Study Finds Link Between Frequent Demands for Worker Activity Reports and Lower Productivity
A recent study has found that frequently asking workers to report on their progress can have a demotivational effect that dampens productivity, said CFO.com.
The study, by professors at the University of Illinois at Urbana-Champaign, involved asking 87 university students from undergraduate business courses to take a 30-minute, multiple-choice test of critical reasoning administered via computer. All subjects were able to monitor the passage of time and their total correct answers. Half of the subjects were told to report their scores to an in-person test administrator every 10 minutes, while the other half were asked to report only once, when they were done, by raising their hands for the administrator to check the screen and write down their correct answers without comment. Further, within these groups, half were told that the point of the test was to evaluate the quality of the questions, and half were told that the point was to evaluate their own critical reasoning skills.
What the researchers found was that, among those who were told that the point of the test was to evaluate question quality, there was little performance difference between those who reported their progress every 10 minutes and those who did not. In contrast, within the group told that the point was to evaluate their skills, those who had to report every 10 minutes did far worse than those who did not. Those who were asked to report only once averaged almost one third more correct answers than those asked to report three times.
The researchers believe that these results can be analogized to other research that finds that more frequent financial reporting induces short-term thinking that ultimately leads to lower performance for companies. They came to this conclusion via post-test questions that indicated that those who reported on their progress every 10 minutes had taken on what is called an "avoidance orientation," where the main focus is being done with the exercise rather than doing well on it. It seemed to increase people's anxiety, which led to poorer performance on the cognitive tasks.
Given these results, the study concluded that firms, despite their hunger for performance data on their workers, should refrain from micromanaging their day-to-day work lives.
The study, “The Effect of Performance Reporting Frequency on Employee Performance,” is in the July/August issue of The Accounting Review, a peer-reviewed journal published six times yearly by the American Accounting Association.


EXERCISE AIM:
Go through the entries below and copy each line that holds the word "independent".

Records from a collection
* * * *

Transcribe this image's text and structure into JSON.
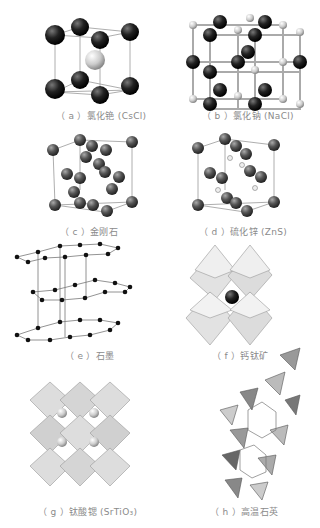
{
  "figure": {
    "panels": [
      {
        "id": "a",
        "label": "（ a ）",
        "name": "氯化铯",
        "formula": "(CsCl)",
        "structure": "body-centered cubic"
      },
      {
        "id": "b",
        "label": "（ b ）",
        "name": "氯化钠",
        "formula": "(NaCl)",
        "structure": "rock salt"
      },
      {
        "id": "c",
        "label": "（ c ）",
        "name": "金刚石",
        "formula": "",
        "structure": "diamond cubic"
      },
      {
        "id": "d",
        "label": "（ d ）",
        "name": "硫化锌",
        "formula": "(ZnS)",
        "structure": "zinc blende"
      },
      {
        "id": "e",
        "label": "（ e ）",
        "name": "石墨",
        "formula": "",
        "structure": "layered hexagonal"
      },
      {
        "id": "f",
        "label": "（ f ）",
        "name": "钙钛矿",
        "formula": "",
        "structure": "octahedral"
      },
      {
        "id": "g",
        "label": "（ g ）",
        "name": "钛酸锶",
        "formula": "(SrTiO₃)",
        "structure": "perovskite octahedra"
      },
      {
        "id": "h",
        "label": "（ h ）",
        "name": "高温石英",
        "formula": "",
        "structure": "tetrahedral framework"
      }
    ]
  },
  "colors": {
    "atom_dark": "#1a1a1a",
    "atom_light": "#d8d8d8",
    "bond": "#9a9a9a",
    "caption": "#8a8a8a",
    "poly_light": "#e4e4e4",
    "poly_mid": "#b8b8b8",
    "poly_dark": "#555555"
  }
}
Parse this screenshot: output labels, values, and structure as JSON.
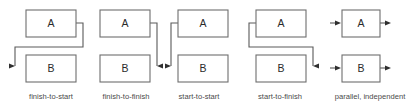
{
  "figure": {
    "background_color": "#ffffff",
    "box_stroke_color": "#6e6e6e",
    "connector_color": "#5a5a5a",
    "arrow_color": "#2f2f2f",
    "caption_color": "#4a4a4a",
    "label_color": "#2b2b2b",
    "width": 420,
    "height": 110
  },
  "groups": [
    {
      "id": "finish-to-start",
      "caption": "finish-to-start",
      "caption_x": 51,
      "caption_y": 97,
      "boxes": [
        {
          "label": "A",
          "x": 26,
          "y": 10,
          "w": 50,
          "h": 27
        },
        {
          "label": "B",
          "x": 26,
          "y": 55,
          "w": 50,
          "h": 27
        }
      ],
      "connector_path": "M 76 23 L 83 23 L 83 47 L 15 47 L 15 66",
      "arrow": {
        "x": 15,
        "y": 66,
        "dir": "right"
      }
    },
    {
      "id": "finish-to-finish",
      "caption": "finish-to-finish",
      "caption_x": 126,
      "caption_y": 97,
      "boxes": [
        {
          "label": "A",
          "x": 100,
          "y": 10,
          "w": 50,
          "h": 27
        },
        {
          "label": "B",
          "x": 100,
          "y": 55,
          "w": 50,
          "h": 27
        }
      ],
      "connector_path": "M 150 23 L 157 23 L 157 66",
      "arrow": {
        "x": 157,
        "y": 66,
        "dir": "left"
      }
    },
    {
      "id": "start-to-start",
      "caption": "start-to-start",
      "caption_x": 199,
      "caption_y": 97,
      "boxes": [
        {
          "label": "A",
          "x": 178,
          "y": 10,
          "w": 50,
          "h": 27
        },
        {
          "label": "B",
          "x": 178,
          "y": 55,
          "w": 50,
          "h": 27
        }
      ],
      "connector_path": "M 178 23 L 171 23 L 171 66",
      "arrow": {
        "x": 171,
        "y": 66,
        "dir": "right"
      }
    },
    {
      "id": "start-to-finish",
      "caption": "start-to-finish",
      "caption_x": 280,
      "caption_y": 97,
      "boxes": [
        {
          "label": "A",
          "x": 256,
          "y": 10,
          "w": 50,
          "h": 27
        },
        {
          "label": "B",
          "x": 256,
          "y": 55,
          "w": 50,
          "h": 27
        }
      ],
      "connector_path": "M 256 23 L 249 23 L 249 47 L 313 47 L 313 66",
      "arrow": {
        "x": 313,
        "y": 66,
        "dir": "left"
      }
    },
    {
      "id": "parallel-independent",
      "caption": "parallel, independent",
      "caption_x": 370,
      "caption_y": 97,
      "boxes": [
        {
          "label": "A",
          "x": 342,
          "y": 10,
          "w": 38,
          "h": 27
        },
        {
          "label": "B",
          "x": 342,
          "y": 55,
          "w": 38,
          "h": 27
        }
      ],
      "stub_arrows": [
        {
          "path": "M 330 23 L 338 23",
          "arrow": {
            "x": 341,
            "y": 23,
            "dir": "right"
          }
        },
        {
          "path": "M 380 23 L 388 23",
          "arrow": {
            "x": 391,
            "y": 23,
            "dir": "right"
          }
        },
        {
          "path": "M 330 68 L 338 68",
          "arrow": {
            "x": 341,
            "y": 68,
            "dir": "right"
          }
        },
        {
          "path": "M 380 68 L 388 68",
          "arrow": {
            "x": 391,
            "y": 68,
            "dir": "right"
          }
        }
      ]
    }
  ]
}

* * * *

SOLUTION TO THIS TASK:
      "id": "parallel-independent",
      "caption": "parallel, independent",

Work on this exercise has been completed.